What an extraordinary life. Her every waking moment observed and noted. Not something most of us would welcome. She never went to school. When she joined the Brownies, the pack came to her. Though she would certainly have vetoed the idea, history should know her as 'Elizabeth the Great'.
She didn’t think she was marvellous but she was. Here’s an example:
In my first week as BBC TV court correspondent, a newspaper splashed the headline: 'Queen heart scare'. The story said she had been consulting doctors.
“Is it true?” my editor asked. “Can you stand the story up?”
Before I could call a friendly cardiologist in Harley Street, the Queen killed the story. She sprinted 92 steps up a lighthouse in Aberdeen, leaving half a dozen men panting behind her.
That was her way of scotching an untrue story. Unable to answer directly, she made her point by demonstrating its falsity.
To ram the message home, the following year she climbed the Great Wall of China like a chamois, snapping photographs on her gold-plated Leica as she went.
In places, the wall is extremely steep. One by one, her courtiers fell behind. The Queen was heading in the general direction of Mongolia, when her private secretary waved to her to come back.

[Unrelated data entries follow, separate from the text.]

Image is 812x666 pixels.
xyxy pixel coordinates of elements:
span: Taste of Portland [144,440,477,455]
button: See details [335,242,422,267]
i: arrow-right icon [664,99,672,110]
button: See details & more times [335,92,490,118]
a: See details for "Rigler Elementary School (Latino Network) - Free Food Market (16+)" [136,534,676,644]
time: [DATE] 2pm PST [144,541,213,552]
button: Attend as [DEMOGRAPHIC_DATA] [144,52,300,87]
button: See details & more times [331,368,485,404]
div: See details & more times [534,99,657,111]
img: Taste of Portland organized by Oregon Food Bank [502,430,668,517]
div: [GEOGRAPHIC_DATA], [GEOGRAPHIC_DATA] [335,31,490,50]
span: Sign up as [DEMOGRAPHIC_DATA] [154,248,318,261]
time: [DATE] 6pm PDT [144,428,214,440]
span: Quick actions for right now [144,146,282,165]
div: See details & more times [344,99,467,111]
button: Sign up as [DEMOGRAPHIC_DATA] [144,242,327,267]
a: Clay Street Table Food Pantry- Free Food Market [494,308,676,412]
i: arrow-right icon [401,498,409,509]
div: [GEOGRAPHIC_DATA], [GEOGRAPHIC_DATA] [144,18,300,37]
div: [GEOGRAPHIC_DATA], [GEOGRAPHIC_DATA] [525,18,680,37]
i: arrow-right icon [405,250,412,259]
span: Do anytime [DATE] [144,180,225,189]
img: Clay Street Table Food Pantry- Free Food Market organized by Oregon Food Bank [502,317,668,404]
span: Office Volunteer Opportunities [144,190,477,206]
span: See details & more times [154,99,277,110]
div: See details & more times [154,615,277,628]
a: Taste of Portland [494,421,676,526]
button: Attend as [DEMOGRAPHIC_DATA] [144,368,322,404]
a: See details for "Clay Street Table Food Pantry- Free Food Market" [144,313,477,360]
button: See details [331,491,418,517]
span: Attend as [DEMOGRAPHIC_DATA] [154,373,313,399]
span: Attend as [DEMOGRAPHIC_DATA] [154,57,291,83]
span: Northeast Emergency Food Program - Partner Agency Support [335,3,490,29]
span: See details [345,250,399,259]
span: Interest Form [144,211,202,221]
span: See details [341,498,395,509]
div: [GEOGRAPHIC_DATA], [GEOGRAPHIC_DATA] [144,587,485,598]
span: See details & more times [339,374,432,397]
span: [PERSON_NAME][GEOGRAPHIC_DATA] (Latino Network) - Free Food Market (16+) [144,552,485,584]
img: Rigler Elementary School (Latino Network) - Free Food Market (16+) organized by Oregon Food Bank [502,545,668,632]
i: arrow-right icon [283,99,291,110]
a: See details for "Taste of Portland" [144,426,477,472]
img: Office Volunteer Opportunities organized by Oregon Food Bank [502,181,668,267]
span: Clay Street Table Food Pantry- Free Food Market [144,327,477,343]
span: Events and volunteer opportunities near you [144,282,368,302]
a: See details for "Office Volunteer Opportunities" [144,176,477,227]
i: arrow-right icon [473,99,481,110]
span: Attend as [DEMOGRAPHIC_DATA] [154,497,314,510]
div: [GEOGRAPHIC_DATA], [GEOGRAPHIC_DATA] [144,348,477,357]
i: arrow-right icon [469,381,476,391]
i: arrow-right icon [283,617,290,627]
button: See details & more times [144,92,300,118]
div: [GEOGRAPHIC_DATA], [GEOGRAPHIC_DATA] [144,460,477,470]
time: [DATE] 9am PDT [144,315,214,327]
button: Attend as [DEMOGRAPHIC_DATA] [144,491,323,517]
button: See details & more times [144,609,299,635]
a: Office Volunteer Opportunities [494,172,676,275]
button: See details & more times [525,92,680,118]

In 1986, she was showing that she was fitter than most and well up to the physical demands of a long days, with hour upon hour of standing patiently to allow others their moment of glory.
The Queen got on with Her Majesty’s Corps of Scribes and Snappers pretty well but was stickler for detail, especially when it came to the Commonwealth.
Covering a tour of Canada in 1978, BBC Radio’s Stephen Claypole reported a row that had broken out between the federal government and the provinces. The Queen heard his report while on her aircraft, thought it was wrong and went looking for Claypole at a reception in Newfoundland.
She questioned him closely about his perfectly accurate report until the Daily Express’s renowned royal photographer John Downing came to his rescue by changing the subject to the noise of the Vickers VC-10 in which she was flying. “Not as noisy as the BAC 11’s and Tridents that circle Windsor Castle”, said the Queen. “They rattle our windows”.
Claypole recently recalled: “The Queen certainly knew more about the Canadian Constitution than I did. She did ask me for a copy of my script which I quickly consigned to the wastepaper basket”.
A rare Royal command that was not obeyed.
When a minor royal personage moaned to me about negative stories, I told him the time for the Royal Family to worry about the media was when the media were no longer interested.
With the Queen, from first to last, we were always interested.